This inductive component of current constitutes a lagging load, (called apparent or reactive load) and is represented as inductive KVAR. This component increases the supply line current considerably, causing under-utilization of available generation and distribution capacity at all levels.

Modern electric power utilities face many challenges due to ever increasing complexity in operation and structure, one problem receiving wide attention being voltage instability. Lack of new generation and transmission facilities, over-exploitation of existing facilities, coupled with increasing load demands aggravate these problems in modern power systems.

The main cause of voltage instability is the inability of the power system to meet the demand for reactive power. Voltage instability is the cause of system voltage collapse, when the system voltage decays to a level from which it is unable to recover.

Voltage collapse may lead to partial or full power interruption in the system. It becomes imperative to provide adequate reactive power support at the appropriate location to solve voltage instability problems.

Static voltage stability

Static voltage instability is mainly associated with reactive power imbalance. The loading capacity of a bus in a system depends on the reactive power support that it can receive from the system. When the system approaches the maximum loading point (or voltage collapse point), both real and reactive load components increase rapidly.

Hence the reactive power supports have to be locally adequate. The only way to save the system is to reduce the reactive power load (or add additional reactive power) prior to reaching the point of voltage collapse.

Capacitors are connected across the system at several places to compensate the lagging power factor by offering leading or capacitive KVAR in sufficient magnitude, to reduce line currents effectively and to achieve optimum load conditions so as to make maximum use of the equipment and the system.

The lower the power factor, the higher are the currents for the same active load (MW or kW). For better utilization of the system, it must be maintained at a lagging power factor of 0.95 and above.

Most utilities nowadays impose penalties for low power factors, and also offer incentives for higher power factor above 0.98. It makes sense to install capacitors on all systems to reduce line currents, lowering line losses, and also lowering switchgear requirements in many cases on this account.

Voltage fluctuations arising on systems are also taken care of with capacitors installed in position. System and generation capacities are released for addition of extra load.

In electric power distribution, capacitors are used for power factor correction. Such capacitors often come as three capacitors connected as a three-phase load, although single/two-phase power factor capacitors are not uncommon.

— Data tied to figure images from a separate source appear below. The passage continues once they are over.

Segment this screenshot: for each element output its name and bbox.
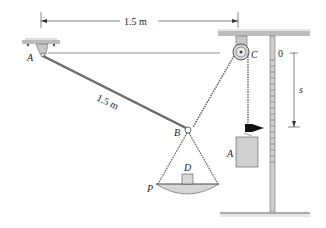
pan-rope-right xyxy=(189,133,218,184)
ceiling-right xyxy=(218,29,310,36)
label-s: s xyxy=(299,84,303,95)
horizontal-dimension-label: 1.5 m xyxy=(124,16,147,27)
support-a: A xyxy=(22,38,60,63)
label-zero: 0 xyxy=(278,48,283,59)
label-b: B xyxy=(174,127,180,138)
ring-b: B xyxy=(174,127,191,138)
pan-p: P xyxy=(146,183,219,194)
pulley-diagram: 1.5 m A 1.5 m C xyxy=(0,0,326,228)
horizontal-dimension: 1.5 m xyxy=(41,12,238,28)
label-a-support: A xyxy=(26,52,34,63)
rod-ab: 1.5 m xyxy=(43,56,190,130)
rope-cb xyxy=(193,56,234,127)
weight-a: A xyxy=(226,124,264,167)
s-dimension: s xyxy=(288,53,303,127)
scale-post: 0 xyxy=(270,36,283,212)
label-a-weight: A xyxy=(226,148,234,159)
label-d: D xyxy=(183,162,192,173)
floor xyxy=(220,212,310,217)
label-p: P xyxy=(146,183,153,194)
label-c: C xyxy=(251,49,258,60)
block-d: D xyxy=(182,162,193,184)
pulley-c: C xyxy=(233,36,258,60)
rod-length-label: 1.5 m xyxy=(95,92,120,112)
diagram-canvas: 1.5 m A 1.5 m C xyxy=(0,0,326,228)
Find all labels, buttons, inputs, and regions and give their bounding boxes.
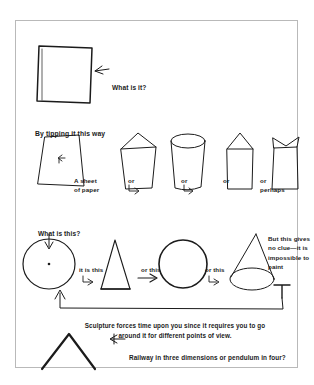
cylinder-shape xyxy=(171,134,205,190)
arrow-to-rectangle xyxy=(95,66,109,74)
arrow-it-is-this xyxy=(83,276,93,285)
annotation-or-1: or xyxy=(128,177,134,184)
annotation-but-this-gives-no-clue: But this gives no clue—it is impossible … xyxy=(268,234,312,271)
annotation-or-perhaps: or perhaps xyxy=(260,177,285,195)
feedback-loop-arrow xyxy=(55,290,283,309)
annotation-by-tipping: By tipping it this way xyxy=(35,130,105,138)
pointed-box-shape xyxy=(227,133,253,189)
note-pointer xyxy=(274,285,290,298)
caption-railway: Railway in three dimensions or pendulum … xyxy=(129,354,286,362)
caption-sculpture: Sculpture forces time upon you since it … xyxy=(80,321,270,341)
arrow-or-this-1 xyxy=(138,274,157,282)
figure-frame: What is it? By tipping it this way A she… xyxy=(15,20,298,368)
annotation-it-is-this: it is this xyxy=(79,266,103,273)
figure-drawing xyxy=(16,21,299,369)
disc-shape xyxy=(159,240,207,288)
arrow-sheet-label xyxy=(58,155,65,163)
rectangle-shape xyxy=(37,46,92,103)
annotation-or-this-2: or this xyxy=(205,266,225,273)
annotation-what-is-it: What is it? xyxy=(112,84,146,92)
annotation-or-this-1: or this xyxy=(141,266,161,273)
triangle-shape xyxy=(101,240,130,289)
annotation-or-3: or xyxy=(223,177,229,184)
arrow-or-this-2 xyxy=(209,276,219,285)
tapered-box-shape xyxy=(121,133,156,189)
arrow-or1 xyxy=(129,185,139,194)
annotation-what-is-this: What is this? xyxy=(38,230,80,238)
annotation-a-sheet-of-paper: A sheet of paper xyxy=(74,177,99,195)
annotation-or-2: or xyxy=(181,177,187,184)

The capacitors are normally connected in delta, while it is general practice to have star connected capacitors for high voltage systems. Usually, the values of these capacitors are given not in microfarads, but in a more useful form as a reactive power output in kilo–volt–ampere reactive (KVAR).

They serve to counteract inductive loading from devices like electric motors and transmission lines to make the load appear mostly resistive to the supply side. Individual motor or lamp loads may have capacitors connected with them for power factor correction, and larger sets of capacitors (usually with automatic switching devices) are installed at a load centre within a building or in a large utility substation.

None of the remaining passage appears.